I do believe in foreign aid but not in the "feed the starving masses" way. More schools need to be set up to educate and train the hapless people around the world so that they can fend for themselves with skills demanded by a capitalistic world. Capital needs to be provided for entrepreneurs and small business people at initially low interest rates so new businesses can get a toehold. It is that old story about teaching a man to fish as opposed to feeding him a fish to stave off hunger for a day. You forget that lesson at your own peril. You Libertarians denigrate Johnson's Great Society programs, but poverty reached an all time low in this country. I also say spend many more millions to teach and offer birth control to those people who can't afford to feed and clothe themselves let alone properly care for a baby. Societies are act foolishly to leniently allow kids to be born to mothers who can't even afford to pay the obstetrician and maternity ward costs. Nobody gives you a car for free neither should you expect a "free" baby. And is it fair to children to malnourish them and give them no prospect for a decent life? Bte, what are you going to do after you rescue the drowning baby from the puddle? Adopt it? I don't mean to be cruel, but I'd rather have a pet poodle, make that a collie than some brain-damaged infant.

Anonymous said...

Hum, the vampire analogy is obviously flawed. Vampires are predators to human beings while babies and third world citizens are not. There are clear drawbacks in making your predators subsist. For the same reason that it is considered OK to kill your enemy in war even though he is human, it is reasonable to keep your blood to yourself when it comes to help vampires.

Glen Whitman said...

Ben -- you'll need to read the rest of the paper to see why I disagree. But the short version is that it *is* possible for vampires and humans to live together non-coercively. Vampires need humans to live -- but then again, so do I. If it weren't for farmers growing food and selling it to me, I'd die. The libertarian alternative to the mandatory blood-bank is the voluntary blood-brothel.

Anonymous said...

Maybe it is just because I haven’t RTFA but I can’t stop being suspicious of the choice of vampire when I can easily think of other possible roles to the main character of the metaphor. I guess I would be more convinced if you would provide a character for which we don’t have other reasons to leave to perish. To me “treating vampires as possessing moral personhood”is either imposible or requires that we think of them as “people with medical need of blood transfusions”. Wouldn’t it be more honest to use this definition instead, thus getting rid of the negative vampire connotation? I think the metaphor depends on the stigma of the vampire and the stigma requires that the vampire not have moral personhood. Using a stigmatic personage while asking to modify in our head, the characteristic that makes it stigmatic is contradictory.

Glen Whitman said...

Ben -- the whole first section of the paper (which I realize you haven't had the chance to read) makes the case for vampires' moral personhood.

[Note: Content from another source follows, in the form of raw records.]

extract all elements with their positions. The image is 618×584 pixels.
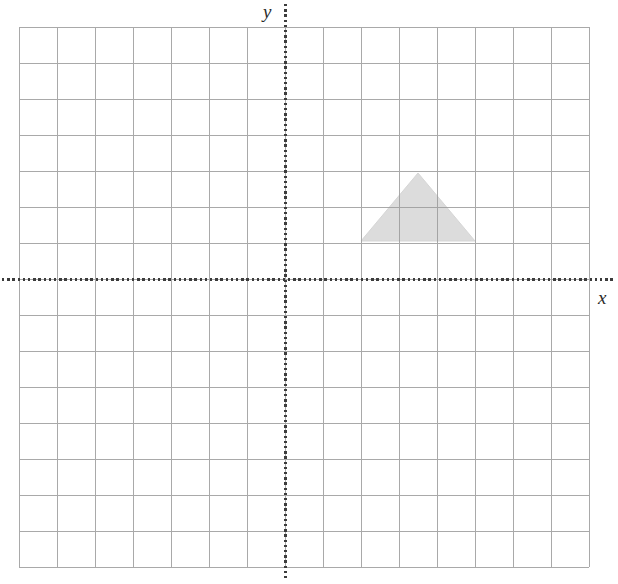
coordinate-plane-figure: y x [0,0,618,584]
grid-layer [19,27,590,568]
x-axis-label: x [598,288,606,307]
y-axis-label: y [263,2,271,21]
plot-svg [0,0,618,584]
axis-layer [2,4,614,580]
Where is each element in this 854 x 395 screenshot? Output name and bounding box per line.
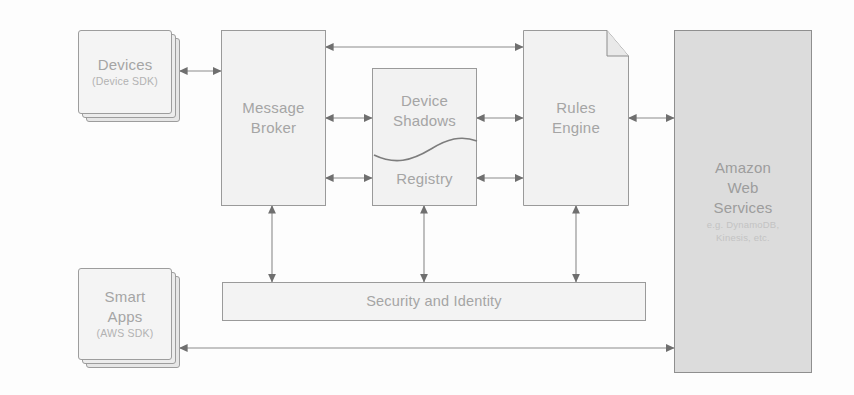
smart-apps-line2: Apps [108,307,143,327]
node-message-broker[interactable]: Message Broker [221,30,326,206]
smart-apps-subtitle: (AWS SDK) [97,327,154,341]
node-devices[interactable]: Devices (Device SDK) [78,30,180,122]
message-broker-line2: Broker [251,118,296,138]
smart-apps-line1: Smart [104,287,145,307]
aws-line3: Services [713,198,772,218]
devices-title: Devices [98,55,153,75]
aws-line2: Web [727,178,758,198]
devices-subtitle: (Device SDK) [92,75,158,89]
rules-engine-line2: Engine [552,118,600,138]
node-smart-apps[interactable]: Smart Apps (AWS SDK) [78,268,180,368]
device-shadows-line2: Shadows [393,111,456,131]
aws-line1: Amazon [715,158,771,178]
rules-engine-line1: Rules [556,98,595,118]
node-security-and-identity[interactable]: Security and Identity [222,282,646,321]
diagram-canvas: Devices (Device SDK) Message Broker Devi… [0,0,854,395]
security-identity-title: Security and Identity [366,292,502,311]
node-shadows-registry[interactable]: Device Shadows Registry [372,68,477,206]
message-broker-line1: Message [242,98,304,118]
aws-subtitle-line2: Kinesis, etc. [716,232,770,244]
registry-segment: Registry [373,159,476,199]
aws-subtitle-line1: e.g. DynamoDB, [707,219,780,231]
node-amazon-web-services[interactable]: Amazon Web Services e.g. DynamoDB, Kines… [674,30,812,373]
node-rules-engine[interactable]: Rules Engine [523,30,629,206]
device-shadows-segment: Device Shadows [373,75,476,147]
registry-title: Registry [396,169,453,189]
device-shadows-line1: Device [401,91,448,111]
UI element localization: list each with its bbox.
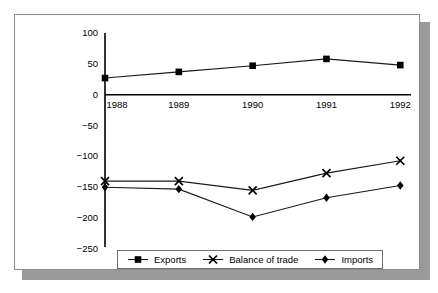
y-axis-tick-label: 100 <box>64 28 98 38</box>
data-point-marker <box>249 213 256 221</box>
series-imports <box>102 181 404 221</box>
x-marker-icon <box>202 254 224 265</box>
legend-entry: Exports <box>127 254 186 265</box>
x-axis-tick-label: 1992 <box>380 100 420 110</box>
x-axis-tick-label: 1988 <box>97 100 137 110</box>
line-chart-svg <box>15 15 421 271</box>
square-marker-icon <box>127 254 149 265</box>
legend-entry: Balance of trade <box>202 254 298 265</box>
y-axis-tick-label: −50 <box>64 121 98 131</box>
data-point-marker <box>397 62 404 69</box>
legend-entry: Imports <box>314 254 373 265</box>
data-point-marker <box>249 62 256 69</box>
y-axis-tick-label: 50 <box>64 59 98 69</box>
data-point-marker <box>176 185 183 193</box>
x-axis-tick-label: 1989 <box>159 100 199 110</box>
data-point-marker <box>323 194 330 202</box>
x-axis-tick-label: 1991 <box>306 100 346 110</box>
legend-label: Exports <box>154 255 186 265</box>
series-line <box>105 161 400 191</box>
plot-area: 100500−50−100−150−200−250 19881989199019… <box>15 15 421 271</box>
figure-panel: 100500−50−100−150−200−250 19881989199019… <box>14 14 420 270</box>
data-point-marker <box>323 56 330 63</box>
legend-label: Balance of trade <box>229 255 298 265</box>
y-axis-tick-label: −150 <box>64 182 98 192</box>
y-axis-tick-label: 0 <box>64 90 98 100</box>
series-exports <box>102 56 404 82</box>
legend-label: Imports <box>341 255 373 265</box>
diamond-marker-icon <box>314 254 336 265</box>
data-point-marker <box>397 181 404 189</box>
data-point-marker <box>102 75 109 82</box>
series-layer <box>101 56 404 221</box>
y-axis-tick-label: −100 <box>64 151 98 161</box>
x-axis-tick-label: 1990 <box>233 100 273 110</box>
data-point-marker <box>176 69 183 76</box>
y-axis-tick-label: −250 <box>64 244 98 254</box>
chart-legend: ExportsBalance of tradeImports <box>117 250 383 269</box>
y-axis-tick-label: −200 <box>64 213 98 223</box>
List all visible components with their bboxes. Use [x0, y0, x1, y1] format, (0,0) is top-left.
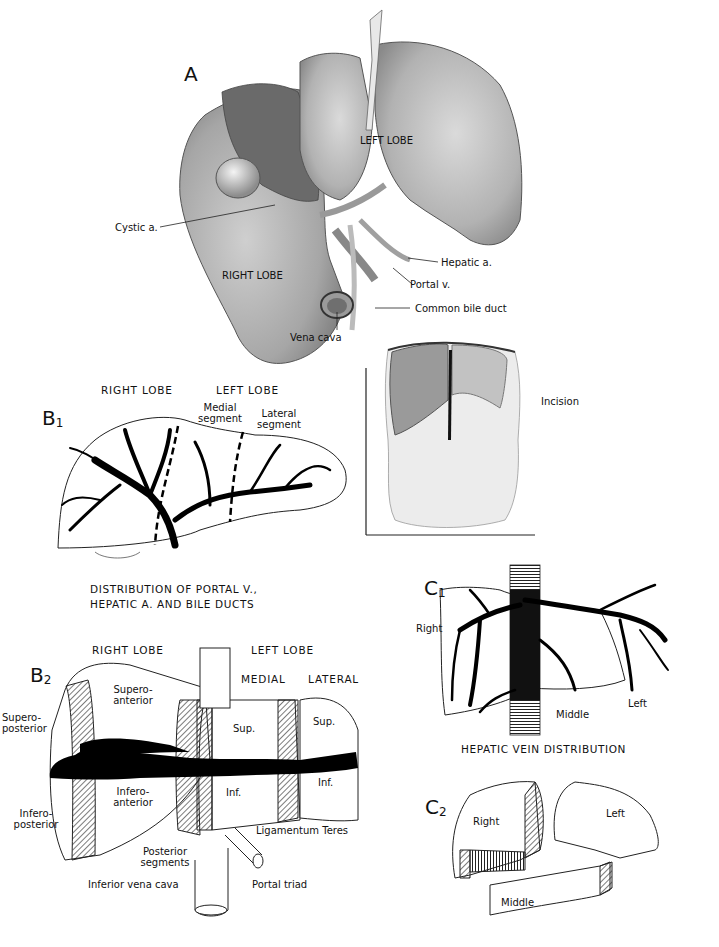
b2-label-ligamentum-teres: Ligamentum Teres: [256, 825, 348, 836]
b2-header-lateral: LATERAL: [308, 673, 359, 685]
b2-label-supero-posterior: Supero-posterior: [2, 712, 47, 734]
b2-header-left-lobe: LEFT LOBE: [251, 644, 314, 656]
c1-label-middle: Middle: [556, 709, 589, 720]
b2-label-inf-medial: Inf.: [226, 787, 241, 798]
b1-caption-line-2: HEPATIC A. AND BILE DUCTS: [90, 598, 254, 610]
label-portal-vein: Portal v.: [410, 279, 450, 290]
b2-label-posterior-segments: Posteriorsegments: [138, 846, 192, 868]
panel-a-label: A: [184, 62, 198, 86]
label-right-lobe: RIGHT LOBE: [222, 270, 283, 281]
b2-label-inf-lateral: Inf.: [318, 777, 333, 788]
panel-c1-label: C1: [424, 576, 446, 600]
label-cystic-artery: Cystic a.: [115, 222, 158, 233]
b1-label-lateral-segment: Lateralsegment: [252, 408, 306, 430]
panel-c2-label: C2: [425, 795, 447, 819]
c1-caption: HEPATIC VEIN DISTRIBUTION: [461, 743, 626, 755]
label-vena-cava: Vena cava: [290, 332, 342, 343]
label-hepatic-artery: Hepatic a.: [441, 257, 492, 268]
b2-label-infero-anterior: Infero-anterior: [108, 786, 158, 808]
panel-b1-label: B1: [42, 406, 63, 430]
b2-label-infero-posterior: Infero-posterior: [12, 808, 60, 830]
label-left-lobe: LEFT LOBE: [360, 135, 413, 146]
b1-label-medial-segment: Medialsegment: [192, 402, 248, 424]
panel-b1-portal-tree: [58, 417, 346, 558]
panel-c1-hepatic-veins: [440, 565, 668, 735]
b1-header-right-lobe: RIGHT LOBE: [101, 384, 173, 396]
torso-incision-inset: [366, 343, 535, 535]
label-incision: Incision: [541, 396, 579, 407]
b1-caption-line-1: DISTRIBUTION OF PORTAL V.,: [90, 583, 257, 595]
c1-label-left: Left: [628, 698, 647, 709]
b2-label-portal-triad: Portal triad: [252, 879, 307, 890]
panel-b2-segments: [50, 648, 358, 916]
c2-label-middle: Middle: [501, 897, 534, 908]
panel-c2-lobes: [453, 782, 659, 915]
c2-label-left: Left: [606, 808, 625, 819]
b2-label-sup-medial: Sup.: [233, 723, 255, 734]
c2-label-right: Right: [473, 816, 499, 827]
panel-b2-label: B2: [30, 663, 51, 687]
label-common-bile-duct: Common bile duct: [415, 303, 507, 314]
b2-label-supero-anterior: Supero-anterior: [108, 684, 158, 706]
b2-header-medial: MEDIAL: [241, 673, 286, 685]
c1-label-right: Right: [416, 623, 442, 634]
b2-label-inferior-vena-cava: Inferior vena cava: [88, 879, 179, 890]
b2-label-sup-lateral: Sup.: [313, 716, 335, 727]
b2-header-right-lobe: RIGHT LOBE: [92, 644, 164, 656]
b1-header-left-lobe: LEFT LOBE: [216, 384, 279, 396]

As for why I've chosen to use vampires... well, the vampire part came first. I wanted to write a paper for the Undead and Philosophy volume, and watching Buffy had gotten me thinking about the possibilities for peaceful human-vampire coexistence. If I'd left out the vampires, the paper wouldn't have been part of the book.

Also, the thrust of the article is to argue *against* the stigmatization of vampires, and to suggest that a libertarian system makes such tolerance more likely.